For S.Korean Muslim, discrimination at home and abroad

Posted on : 2011-05-17 15:04 KST Modified on : 2019-10-19 20:29 KST
A growing population of Muslims in S.Korea struggles to find place in society
 April 26. (Photo by Kang Jae-hoon)
April 26. (Photo by Kang Jae-hoon)

By Song Kyoung-hwa 

 

Everything changed after that day. The early autumn sky was clear in New York City. At around 9 a.m., Yun Aliyah, now 36, was busy getting ready for classes in her one-person apartment on Queens Boulevard. She had a class that afternoon with the graduate school of fine arts at Queens College. “Oh, my God. Another plane just hit.” She had absent-mindedly turned on the radio and heard someone crying out. “Must be some new show,” she thought to herself. Ten stops away by subway, Yun had no idea what had happened. It was the morning of Sept. 11, 2001, two years into her study abroad.

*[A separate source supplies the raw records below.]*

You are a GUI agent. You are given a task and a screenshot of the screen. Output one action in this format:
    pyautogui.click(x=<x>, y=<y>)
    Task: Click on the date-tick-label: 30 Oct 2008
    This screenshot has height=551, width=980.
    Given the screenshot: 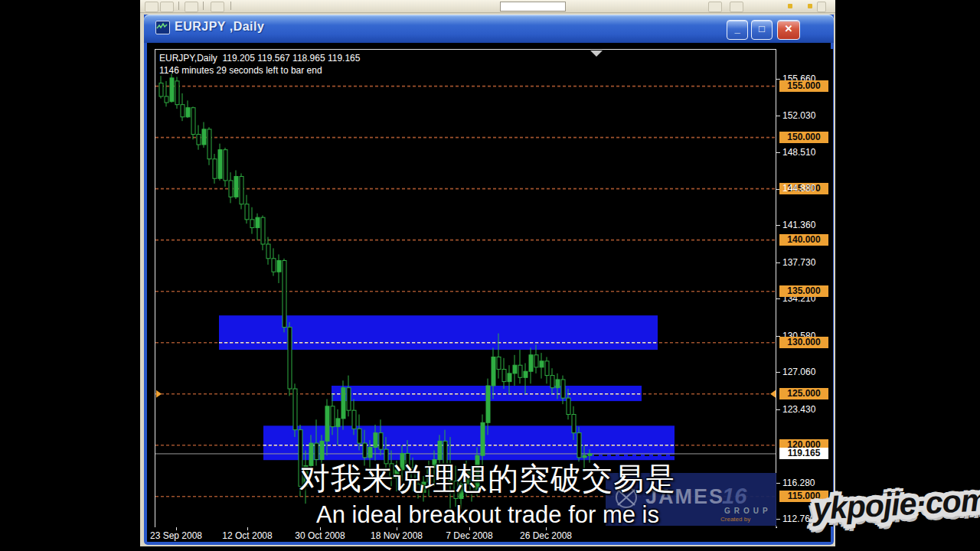 What is the action you would take?
    pyautogui.click(x=320, y=536)
    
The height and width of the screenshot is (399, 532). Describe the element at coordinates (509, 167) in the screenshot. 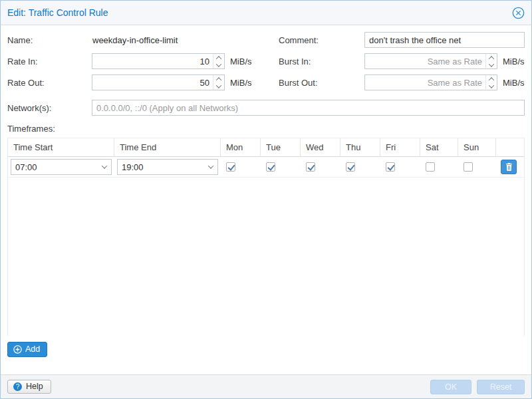

I see `trash-icon` at that location.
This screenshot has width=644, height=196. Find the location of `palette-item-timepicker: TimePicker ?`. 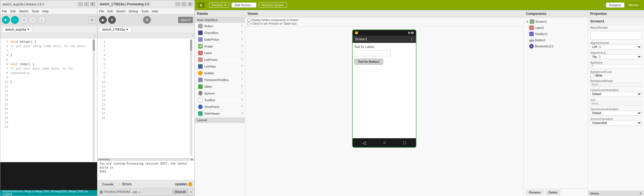

palette-item-timepicker: TimePicker ? is located at coordinates (220, 107).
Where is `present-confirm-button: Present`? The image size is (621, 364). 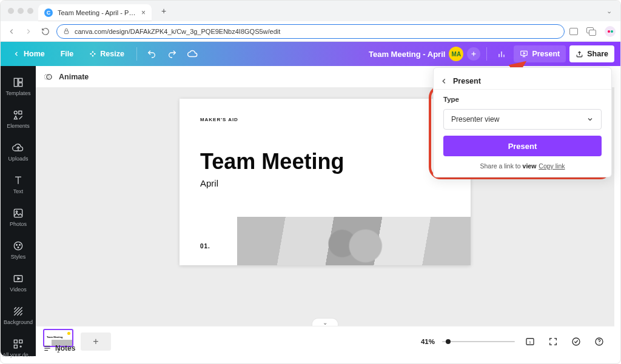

After the World Trade Center towers collapsed, the finger pointing began. Yun was walking down the street when a middle-aged Caucasian woman pointed to her forehead and cried, “You disgust me!” In her photography class, Yun received a C grade. Her Jewish professor hated the pictures she had taken on the theme of New York Muslims. She tried to find a job, but she failed over and over to get past any interviews. Finally, she managed to get a job as a guidance counselor at a private school. Later, the American who hired Yun told her, “My father was a Muslim.”

In the summer of 2001, just before the events of 9/11, Yun converted to Islam. She believes in the one God Allah and his prophet Mohammed, and practices salah, performing five prayers every day. During her days in university, Yun had sung hymns in her church choir. It was a Moroccan Muslim friend she met in New York who caused her to question her faith.

She ended up converting to a new religion. In place of the traditional Catholic head covering, she donned a hijab. Wherever she went, she covered her head and shoulders with a scarf. She told her Korean father about her conversion by Internet messaging: “I am a Muslim now.” Coming through over 11,000 kilometers at the speed of light, the response flickered on her monitor: “Why did it have to be Islam?”

After returning to South Korea in the summer of 2003, Yun began attending the Seoul Central Masjid in Seoul’s Itaewon neighborhood every Friday. There she took part in the Jummah, the Friday service. On her way to and from the mosque, she rode the subway and village buses dressed in a hijab, with long sleeves and a long skirt. People gawked at her. The same things that had happened in New York repeated themselves in Seoul. She went shopping at a local supermarket and a Korean man shouted at her, “Hey, Mohammed!” He showed her a “thumbs up” sign before slowly turning his thumb downward. “He was trying to insult me,” Yun said.

These days, Yun only associates with Muslim friends, most of them Korean. A total of around 130 thousand to 140 thousand Muslims currently live in South Korea. At least 35 thousand of them are Korean, while the remainder are international residents in the country through marriage, for employment, or for their studies. Their numbers are gradually increasing, including Koreans who independently decide to convert, others who convert after an international marriage, foreign-born Muslims who have gained South Korean citizenship, and the children born to these families.

In South Korea, a country that is less open to migrants, international marriage is a major channel through which Muslims settle in the country. To acquire citizenship, a person has to meet the conditions of being an adult who has resided in South Korea for more than five years, is capable to maintaining a livelihood, and is proficient in Korean. For someone married to a South Korea, the minimum residence period drops from five years to two.

According to an analysis by Professor Ahn Jung-kook of the Institute of Middle Eastern Affairs at Myongji University, around 5,000 Muslims have settled in South Korea through international marriage and naturalization. As their spouses generally also convert to Islam, this mean at least 10 thousand Muslim immigrant-Korean couples living in South Korea. Their children, too, become Muslims at birth.

“With the rising number of Muslims in South Korea, there are going to be cases where their religious common law clashes with the South Korean legal system, and the question is how South Korean society will embrace this,” Ahn said.

In the United States and Europe, Muslims are speaking collectively. South Korean Muslims are also beginning to make their voices heard. The ever-smiling Yun said, “I am a Korean just like anyone else.”

Her smile fading, she added, “I really can’t bear the contemptuous looks.”